The Beatles Were Never More Human Than in ‘Let It Be’ | Features


And yet, newly restored by Peter Jackson, who made “The Beatles: Get Back,” and streaming on Disney+, “Let It Be” turns out to be a pretty great Beatles movie, even in this compromised form. (The band members apparently demanded cuts from director Michael Lindsay-Hogg, whose initial version was about an hour longer.) Running 80 minutes, the film has a fragmented, inconclusive feel—a jagged, pieced-together energy that matches the mood of its four subjects, who have been together too long, their friendship still intact but fraying badly. History tends to view the Beatles as perfect creatures—a joyful foursome who created one of the great bodies of work of the 20th century—and while “The Beatles: Get Back” observed this fractious period in more detail, “Let It Be” has a skeletal rawness that cuts deeper. It reminds the viewer that even being in a rock ‘n’ roll band can feel like a job sometimes. It reminds us that the mighty Beatles were also very human. 

Lindsay-Hogg’s documentary features no title cards, no interviews, no introductory text to explain what we’re watching. But the opening shot tells you what you need to know: The Beatles’ distinctive logo on Ringo Starr’s drum set is shown prominently before it’s whisked away by one of the band’s crew, unceremoniously added to a pile of other random music paraphernalia. By 1969, when “Let It Be” was filmed, the Beatles were already legendary, but they were also a lucrative brand—a commodity, a business entity—and the innocent magic of yesterday was gone. That unromantic opening sets the stage for everything that follows, which takes place in three movements. The first involves the Beatles working out the “Let It Be” album tracks on a London soundstage. The second finds them at Apple recording the songs. The final (and most famous) segment features the group performing on the studio rooftop, exciting passersby while annoying the police. “Let It Be” is a story about the world’s greatest band just trying to get through something—and, with the benefit of collective hindsight, starting the process of letting each other go. 

“The Beatles: Get Back” strenuously pushed back against the lore that the Beatles were at each other’s throats constantly during this time. There were plenty of happy passages in Jackson’s film, but they’re also evident in “Let It Be,” which is understandable considering the band members allegedly asked Lindsay-Hogg to trim the more rancorous moments—the moments which, ironically, made their way into “The Beatles: Get Back.” But while Jackson’s documentary is encyclopedic and exhaustive—not to mention occasionally exhausting in its memorialization of minutiae—“Let It Be” feels more pointed, emphasizing the mundanity of the rock-star life.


• _Action item_
Every record needs to be repeated exactly; its pictures do not.

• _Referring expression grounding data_
◇ ◇ ◇ ◇ ◇ ◇ ◇

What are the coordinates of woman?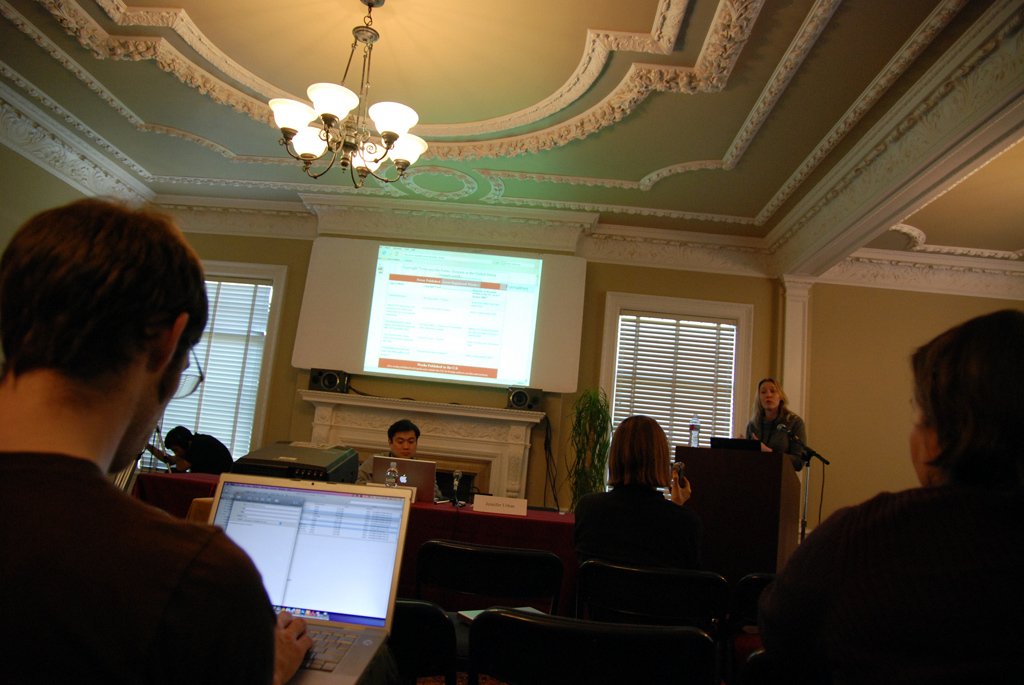
left=571, top=416, right=701, bottom=569.
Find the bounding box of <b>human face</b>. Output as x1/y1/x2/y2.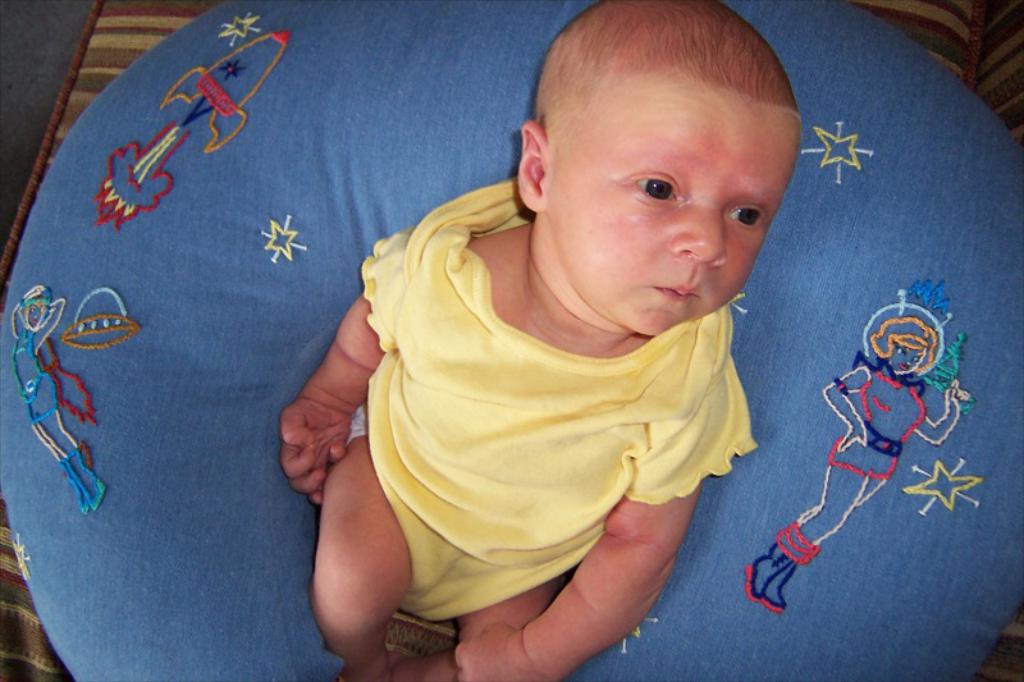
544/100/803/339.
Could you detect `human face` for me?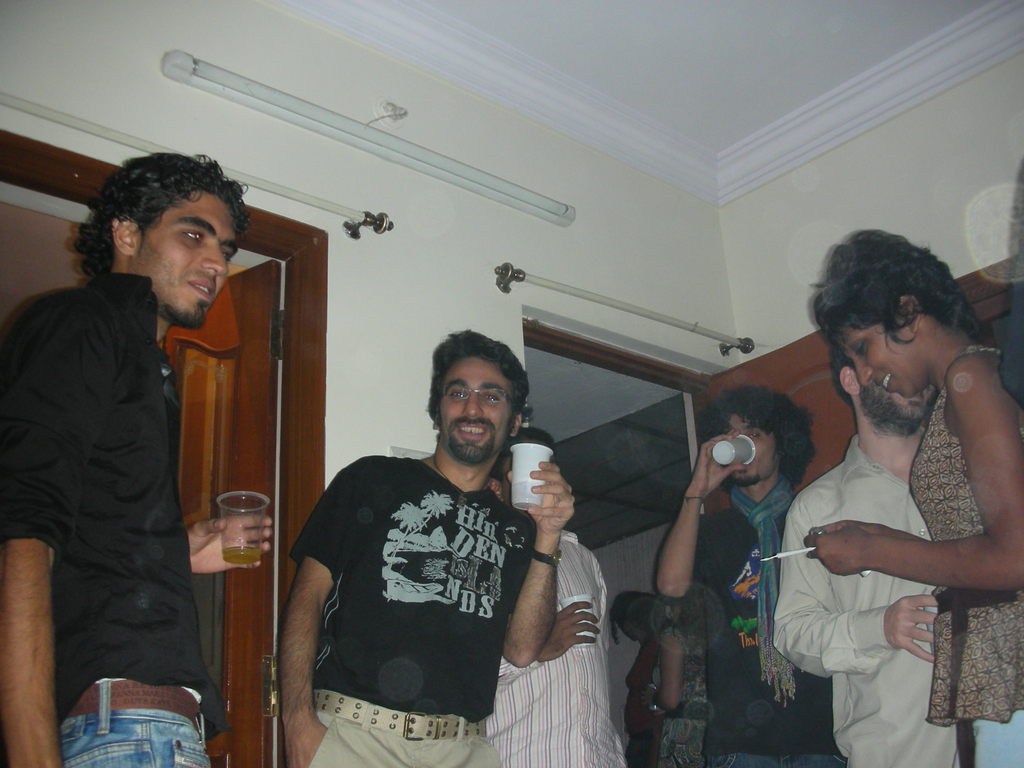
Detection result: box(436, 352, 507, 460).
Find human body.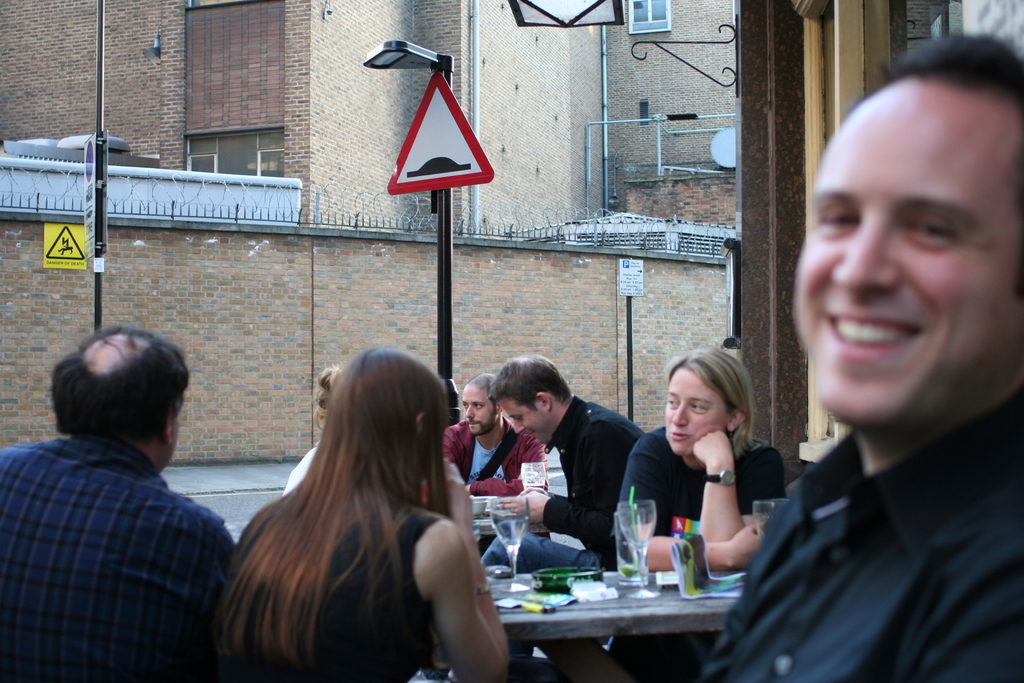
bbox(3, 327, 232, 682).
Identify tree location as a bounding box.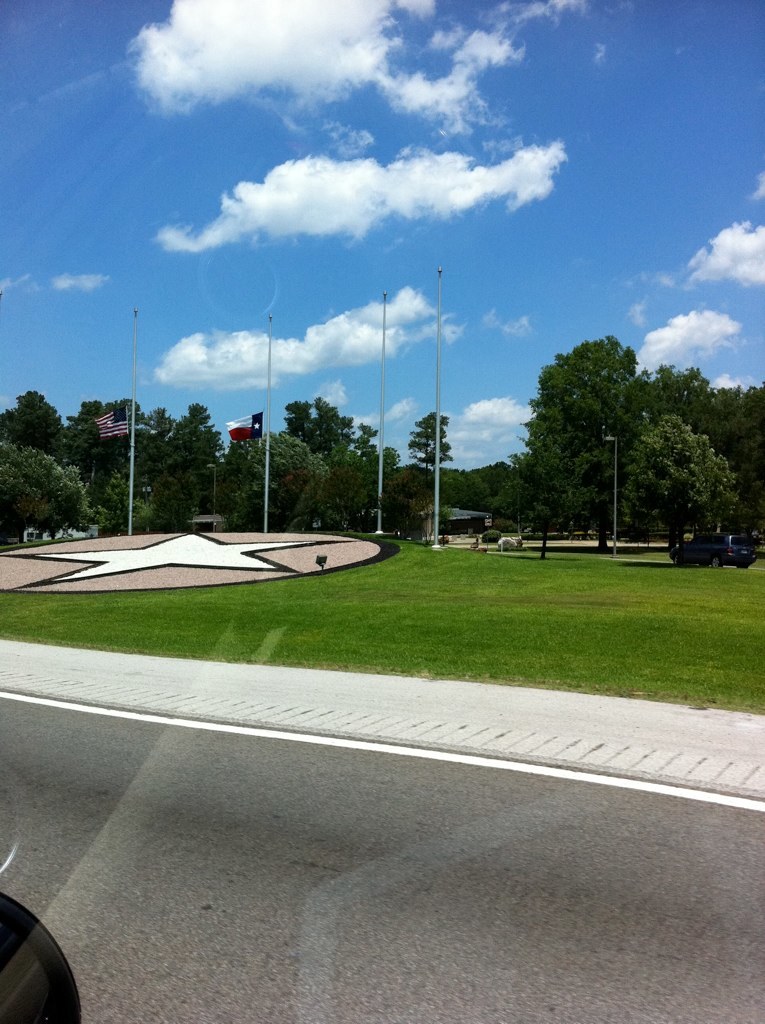
(300, 452, 360, 525).
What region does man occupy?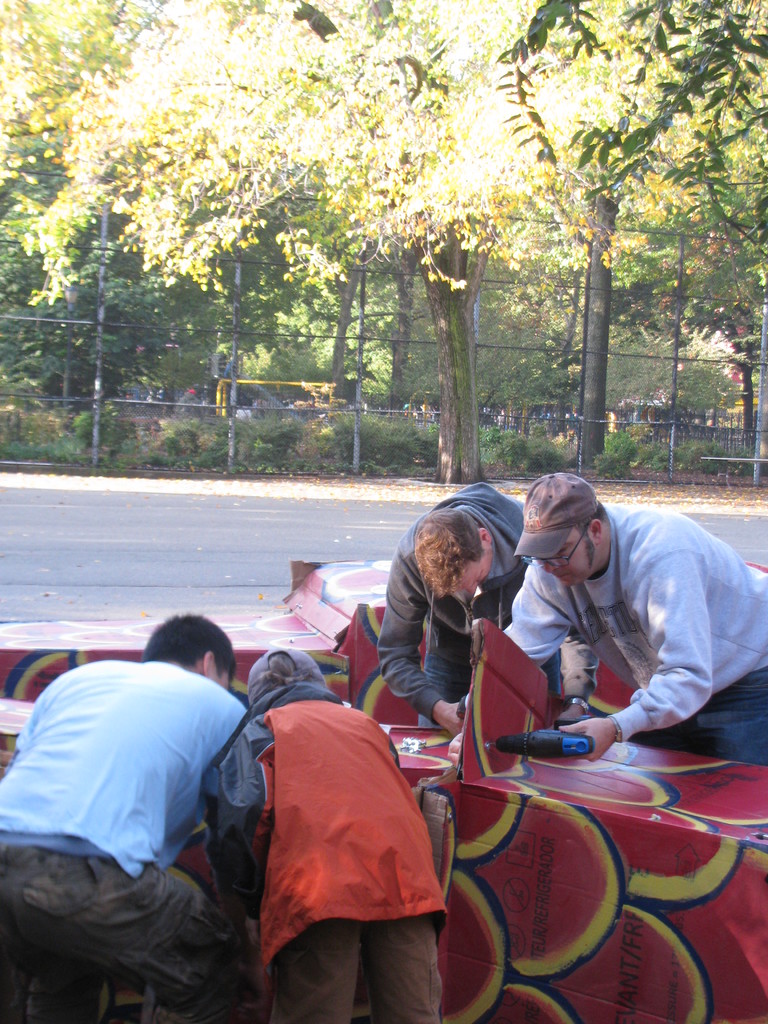
376,483,596,735.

◇ ◇ ◇ ◇ ◇ ◇ ◇

• _Exercise response_
What are the coordinates of woman?
left=571, top=416, right=701, bottom=569.
Find the bounding box of <b>human face</b>. Output as x1/y1/x2/y2.
544/100/803/339.
Could you detect `human face` for me?
Detection result: box(436, 352, 507, 460).
Find human body.
bbox(3, 327, 232, 682).
Identify tree location as a bounding box.
(300, 452, 360, 525).
What region does man occupy?
376,483,596,735.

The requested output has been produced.